A SET of five stained glass panels commissioned for a North Yorkshire stately home have been reinstated after they had been abandoned for more than 100 years.

The window panels were designed in 1818 by architect PF Robinson at request of the 4th Earl of Tyrconnel John Delaval Carpenter, and his wife Sarah for their new Gothic-style drawing room at the 17th century Kiplin Hall, near Scorton.

The Earl was proud of the fine stained glass bay window, with four of the five panels believed to have been acquired from a church that was either demolished or modernised.

Marcia McLuckie, administrator at the Jacobean Kiplin Hall, said: “Either the Earl or Thomas Willement – a renowned stained glazier who created the centre panel – must have acquired the four 18th century Biblical stained glass windows.

“They show Christ on the Road to Emmaeus and the Supper at Emmaeus to the left, and Christ appearing to the Disciples in the Upper Room of the Holy City of Jerusalem to the right.

“The central panel shows the colourful coat of arms of the Carpenter family.”

Mrs McLuckie said Willement had created the top and bottom borders, cut the Biblical panels to fit, repaired and re-leaded them, and where necessary, made replacement pieces.

The Earl had been keen to show off his window, and on August 20, 1846, in requesting a meeting at Kiplin Hall, wrote to his agent John Topham: “You will see my stained glass windows by the way which I think you will admire.”

The windows fell out of favour with the new owner of Kiplin, Admiral Walter Carpenter, who inherited the estate in 1868, and he made substantial alterations to the former Earl’s Gothic drawing room to create a Jacobean-style library in the 1880s.

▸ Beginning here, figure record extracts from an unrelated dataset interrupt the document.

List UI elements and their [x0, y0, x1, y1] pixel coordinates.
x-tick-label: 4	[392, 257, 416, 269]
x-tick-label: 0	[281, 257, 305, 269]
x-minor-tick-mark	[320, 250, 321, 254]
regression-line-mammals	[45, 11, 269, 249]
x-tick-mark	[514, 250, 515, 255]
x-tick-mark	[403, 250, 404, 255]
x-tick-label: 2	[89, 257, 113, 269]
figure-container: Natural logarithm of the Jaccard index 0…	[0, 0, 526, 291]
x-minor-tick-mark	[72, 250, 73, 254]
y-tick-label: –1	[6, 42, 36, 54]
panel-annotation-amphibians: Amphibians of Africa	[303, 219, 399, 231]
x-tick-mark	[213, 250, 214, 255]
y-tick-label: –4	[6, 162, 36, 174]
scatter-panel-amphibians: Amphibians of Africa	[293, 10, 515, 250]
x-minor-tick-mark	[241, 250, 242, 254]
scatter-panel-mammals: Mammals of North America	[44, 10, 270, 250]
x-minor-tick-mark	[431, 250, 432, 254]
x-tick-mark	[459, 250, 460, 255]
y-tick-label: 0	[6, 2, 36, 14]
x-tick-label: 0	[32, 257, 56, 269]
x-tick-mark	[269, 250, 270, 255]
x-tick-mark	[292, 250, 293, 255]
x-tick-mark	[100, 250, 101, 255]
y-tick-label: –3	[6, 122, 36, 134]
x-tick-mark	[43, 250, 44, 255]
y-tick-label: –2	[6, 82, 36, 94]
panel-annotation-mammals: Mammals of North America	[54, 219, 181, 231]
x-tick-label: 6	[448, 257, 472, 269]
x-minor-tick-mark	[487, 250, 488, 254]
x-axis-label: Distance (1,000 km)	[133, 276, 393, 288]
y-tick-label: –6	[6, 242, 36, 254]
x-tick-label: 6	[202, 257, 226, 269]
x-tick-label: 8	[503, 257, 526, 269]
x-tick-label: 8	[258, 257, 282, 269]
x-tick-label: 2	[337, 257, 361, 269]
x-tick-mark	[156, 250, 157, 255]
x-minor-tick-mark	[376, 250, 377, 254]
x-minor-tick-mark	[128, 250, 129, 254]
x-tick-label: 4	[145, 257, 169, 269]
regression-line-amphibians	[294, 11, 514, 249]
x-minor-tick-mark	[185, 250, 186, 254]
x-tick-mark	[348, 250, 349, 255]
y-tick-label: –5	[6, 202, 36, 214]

But more than 100 years after they were discarded, staff at Kiplin Hall stumbled upon the forgotten windows in a damp outbuilding in the estate grounds.

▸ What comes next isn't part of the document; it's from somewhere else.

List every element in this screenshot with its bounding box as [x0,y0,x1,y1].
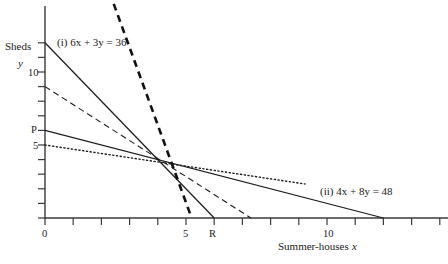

Mrs McLuckie said: “Surprisingly they were still in remarkably good condition.

“The glass pieces have now been cleaned, conserved, re-leaded, reframed and re-hung for the enjoyment of visitors.

“I was astonished when she first saw the windows back in their place. I walked into the library, and the sun was shining through the windows, really picking out the colours in the glass - they looked spectacular.

“Putting these stained glass windows back into the bay window has really added to the ambience of this lovely room.”